“Here’s a new realization in medical research that things need to be done quickly, and that they can be done quickly.” This realization didn’t come from researchers, but from a businessman—Michael Milken. Milken advocates the use of financial innovation as the means to solve such global challenges as climate change and poverty, as well as disease—big problems that may be more effectively addressed with the power of capital markets than with philanthropy or government mandates alone.
More than 35 years ago, philanthropist, financier, and Wharton School alumnus Milken began applying the innovations he developed during his studies at Wharton to revolutionize modern capital markets through the introduction of high yield bonds (also known as junk bonds) and more than 50 other financial instruments.
The financing markets continue to bear his imprint. An editor of Harvard Business Review later wrote, “Much of the strength and resilience of the economy today—including its ability to rebound in times of adversity—is due to the way people using Milken’s financing vehicles remade ailing companies or put their entrepreneurial zeal to work … Milken created a tremendous pool of liquidity and guided its use with surgical precision.” Yet Milken became a magnet for controversy in the late 1980s. A laudatory November 2004 Fortune story claimed, “Not since the days of J.P. Morgan had any financier left so deep a mark on corporate America or stirred so many conflicting passions.…”
Just a few years after starting in business, Milken started to engage his business innovations in philanthropy. Today he is ranked not only as one of the leading economic innovators in the United States, but also as one of the most generous living Americans.
During the past 30 years, he and his family have given more than $750 million to medical research and education. Their Milken Family Foundation has created models in how philanthropy can advance education, youth programs, inner-city solutions, pediatric neurology, and treatments for various forms of cancer. Other endeavors include the Milken Institute, a non-partisan economic think tank; the Prostate Cancer Foundation, the world’s largest philanthropic source of funds for prostate cancer research; and Faster-Cures, an “action tank” dedicated to removing the barriers that slow the discovery and development of new medical solutions.
The 2004 Fortune profile, which dubbed Milken “The Man Who Changed Medicine,” reported that in the fight against prostate cancer he “has energized the medical establishment in a quest for a cure. Now thousands of men are living longer—and leaders everywhere are taking notice.”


**About this exercise**: Pictures in the records below are skipped; the rest is copied exactly.

[Stored dataset items]
• • •
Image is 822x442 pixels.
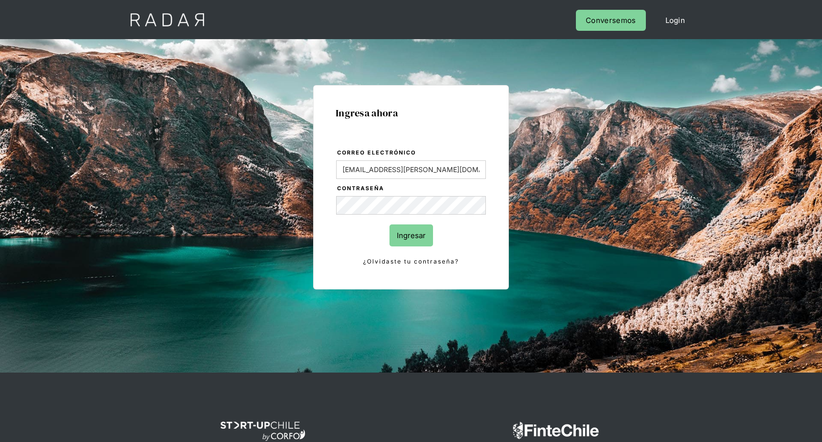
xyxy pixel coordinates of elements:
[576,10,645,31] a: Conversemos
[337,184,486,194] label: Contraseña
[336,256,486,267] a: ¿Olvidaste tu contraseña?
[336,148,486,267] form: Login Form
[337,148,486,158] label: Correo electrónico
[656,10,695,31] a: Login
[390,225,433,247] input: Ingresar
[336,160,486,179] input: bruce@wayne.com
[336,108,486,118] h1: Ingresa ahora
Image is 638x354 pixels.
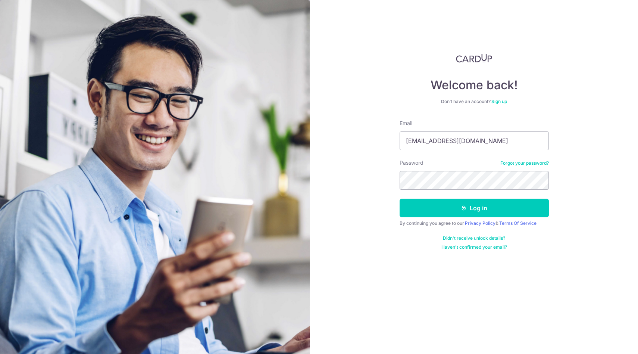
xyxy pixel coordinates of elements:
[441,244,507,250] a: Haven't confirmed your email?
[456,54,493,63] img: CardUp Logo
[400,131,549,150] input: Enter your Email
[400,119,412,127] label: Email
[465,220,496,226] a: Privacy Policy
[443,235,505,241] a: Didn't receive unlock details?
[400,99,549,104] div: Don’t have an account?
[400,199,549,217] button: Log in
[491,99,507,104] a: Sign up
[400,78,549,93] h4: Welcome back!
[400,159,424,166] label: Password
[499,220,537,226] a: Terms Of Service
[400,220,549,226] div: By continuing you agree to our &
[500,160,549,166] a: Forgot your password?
• • •
**Final answer**:
Image is 822x442 pixels.
xyxy pixel coordinates of elements:
[576,10,645,31] a: Conversemos
[337,184,486,194] label: Contraseña
[336,256,486,267] a: ¿Olvidaste tu contraseña?
[336,148,486,267] form: Login Form
[337,148,486,158] label: Correo electrónico
[656,10,695,31] a: Login
[390,225,433,247] input: Ingresar
[336,160,486,179] input: bruce@wayne.com
[336,108,486,118] h1: Ingresa ahora
Image is 638x354 pixels.
xyxy pixel coordinates of elements:
[441,244,507,250] a: Haven't confirmed your email?
[456,54,493,63] img: CardUp Logo
[400,131,549,150] input: Enter your Email
[400,119,412,127] label: Email
[465,220,496,226] a: Privacy Policy
[443,235,505,241] a: Didn't receive unlock details?
[400,99,549,104] div: Don’t have an account?
[400,199,549,217] button: Log in
[491,99,507,104] a: Sign up
[400,78,549,93] h4: Welcome back!
[400,159,424,166] label: Password
[499,220,537,226] a: Terms Of Service
[400,220,549,226] div: By continuing you agree to our &
[500,160,549,166] a: Forgot your password?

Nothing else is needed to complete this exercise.